### TASK PROMPT
This exercise requires every record to be repeated exactly.
※
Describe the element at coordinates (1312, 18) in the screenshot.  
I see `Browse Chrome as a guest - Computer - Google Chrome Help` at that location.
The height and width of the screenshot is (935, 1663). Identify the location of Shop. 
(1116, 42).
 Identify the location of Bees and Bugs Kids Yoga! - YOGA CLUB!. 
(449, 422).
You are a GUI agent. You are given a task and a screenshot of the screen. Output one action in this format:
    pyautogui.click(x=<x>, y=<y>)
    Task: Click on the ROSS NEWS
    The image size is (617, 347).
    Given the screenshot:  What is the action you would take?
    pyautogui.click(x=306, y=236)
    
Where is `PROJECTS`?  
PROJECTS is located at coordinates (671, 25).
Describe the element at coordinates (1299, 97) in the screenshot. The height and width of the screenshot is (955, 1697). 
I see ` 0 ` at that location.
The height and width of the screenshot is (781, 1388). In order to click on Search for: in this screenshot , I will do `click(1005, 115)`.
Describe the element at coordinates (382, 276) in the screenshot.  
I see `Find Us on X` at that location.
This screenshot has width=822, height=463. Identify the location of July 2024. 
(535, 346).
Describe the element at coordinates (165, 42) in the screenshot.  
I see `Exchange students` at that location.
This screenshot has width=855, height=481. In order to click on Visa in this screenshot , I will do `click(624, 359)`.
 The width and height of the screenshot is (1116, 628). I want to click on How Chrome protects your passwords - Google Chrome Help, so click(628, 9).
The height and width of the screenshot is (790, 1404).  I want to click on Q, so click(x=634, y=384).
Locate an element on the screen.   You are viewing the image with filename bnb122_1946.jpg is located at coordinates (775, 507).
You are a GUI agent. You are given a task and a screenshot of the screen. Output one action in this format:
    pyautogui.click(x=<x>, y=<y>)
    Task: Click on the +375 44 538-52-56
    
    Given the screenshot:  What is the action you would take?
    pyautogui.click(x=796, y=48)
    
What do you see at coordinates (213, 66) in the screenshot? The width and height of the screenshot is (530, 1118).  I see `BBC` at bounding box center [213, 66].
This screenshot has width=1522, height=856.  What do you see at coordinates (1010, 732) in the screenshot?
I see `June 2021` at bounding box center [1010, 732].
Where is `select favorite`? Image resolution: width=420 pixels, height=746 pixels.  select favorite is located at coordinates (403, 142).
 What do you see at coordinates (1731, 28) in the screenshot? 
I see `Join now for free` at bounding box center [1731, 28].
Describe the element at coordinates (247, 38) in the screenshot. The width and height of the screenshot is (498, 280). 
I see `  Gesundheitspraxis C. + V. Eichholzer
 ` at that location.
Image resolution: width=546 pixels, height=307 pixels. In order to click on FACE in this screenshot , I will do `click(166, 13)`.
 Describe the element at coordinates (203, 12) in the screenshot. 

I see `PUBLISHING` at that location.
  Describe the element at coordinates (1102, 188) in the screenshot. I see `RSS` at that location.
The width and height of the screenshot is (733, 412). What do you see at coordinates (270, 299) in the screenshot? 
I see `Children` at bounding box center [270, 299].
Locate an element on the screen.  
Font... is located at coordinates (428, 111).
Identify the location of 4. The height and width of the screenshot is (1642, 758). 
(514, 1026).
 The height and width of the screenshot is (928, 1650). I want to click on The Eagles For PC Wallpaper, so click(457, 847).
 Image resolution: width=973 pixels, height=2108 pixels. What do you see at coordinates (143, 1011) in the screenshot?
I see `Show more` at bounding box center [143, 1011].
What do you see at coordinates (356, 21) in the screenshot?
※
### EXPECTED ANSWER
Describe the element at coordinates (1312, 18) in the screenshot.  
I see `Browse Chrome as a guest - Computer - Google Chrome Help` at that location.
The height and width of the screenshot is (935, 1663). Identify the location of Shop. 
(1116, 42).
 Identify the location of Bees and Bugs Kids Yoga! - YOGA CLUB!. 
(449, 422).
You are a GUI agent. You are given a task and a screenshot of the screen. Output one action in this format:
    pyautogui.click(x=<x>, y=<y>)
    Task: Click on the ROSS NEWS
    The image size is (617, 347).
    Given the screenshot:  What is the action you would take?
    pyautogui.click(x=306, y=236)
    
Where is `PROJECTS`?  
PROJECTS is located at coordinates (671, 25).
Describe the element at coordinates (1299, 97) in the screenshot. The height and width of the screenshot is (955, 1697). 
I see ` 0 ` at that location.
The height and width of the screenshot is (781, 1388). In order to click on Search for: in this screenshot , I will do `click(1005, 115)`.
Describe the element at coordinates (382, 276) in the screenshot.  
I see `Find Us on X` at that location.
This screenshot has width=822, height=463. Identify the location of July 2024. 
(535, 346).
Describe the element at coordinates (165, 42) in the screenshot.  
I see `Exchange students` at that location.
This screenshot has width=855, height=481. In order to click on Visa in this screenshot , I will do `click(624, 359)`.
 The width and height of the screenshot is (1116, 628). I want to click on How Chrome protects your passwords - Google Chrome Help, so click(628, 9).
The height and width of the screenshot is (790, 1404).  I want to click on Q, so click(x=634, y=384).
Locate an element on the screen.   You are viewing the image with filename bnb122_1946.jpg is located at coordinates (775, 507).
You are a GUI agent. You are given a task and a screenshot of the screen. Output one action in this format:
    pyautogui.click(x=<x>, y=<y>)
    Task: Click on the +375 44 538-52-56
    
    Given the screenshot:  What is the action you would take?
    pyautogui.click(x=796, y=48)
    
What do you see at coordinates (213, 66) in the screenshot? The width and height of the screenshot is (530, 1118).  I see `BBC` at bounding box center [213, 66].
This screenshot has width=1522, height=856.  What do you see at coordinates (1010, 732) in the screenshot?
I see `June 2021` at bounding box center [1010, 732].
Where is `select favorite`? Image resolution: width=420 pixels, height=746 pixels.  select favorite is located at coordinates (403, 142).
 What do you see at coordinates (1731, 28) in the screenshot? 
I see `Join now for free` at bounding box center [1731, 28].
Describe the element at coordinates (247, 38) in the screenshot. The width and height of the screenshot is (498, 280). 
I see `  Gesundheitspraxis C. + V. Eichholzer
 ` at that location.
Image resolution: width=546 pixels, height=307 pixels. In order to click on FACE in this screenshot , I will do `click(166, 13)`.
 Describe the element at coordinates (203, 12) in the screenshot. 

I see `PUBLISHING` at that location.
  Describe the element at coordinates (1102, 188) in the screenshot. I see `RSS` at that location.
The width and height of the screenshot is (733, 412). What do you see at coordinates (270, 299) in the screenshot? 
I see `Children` at bounding box center [270, 299].
Locate an element on the screen.  
Font... is located at coordinates (428, 111).
Identify the location of 4. The height and width of the screenshot is (1642, 758). 
(514, 1026).
 The height and width of the screenshot is (928, 1650). I want to click on The Eagles For PC Wallpaper, so click(457, 847).
 Image resolution: width=973 pixels, height=2108 pixels. What do you see at coordinates (143, 1011) in the screenshot?
I see `Show more` at bounding box center [143, 1011].
What do you see at coordinates (356, 21) in the screenshot?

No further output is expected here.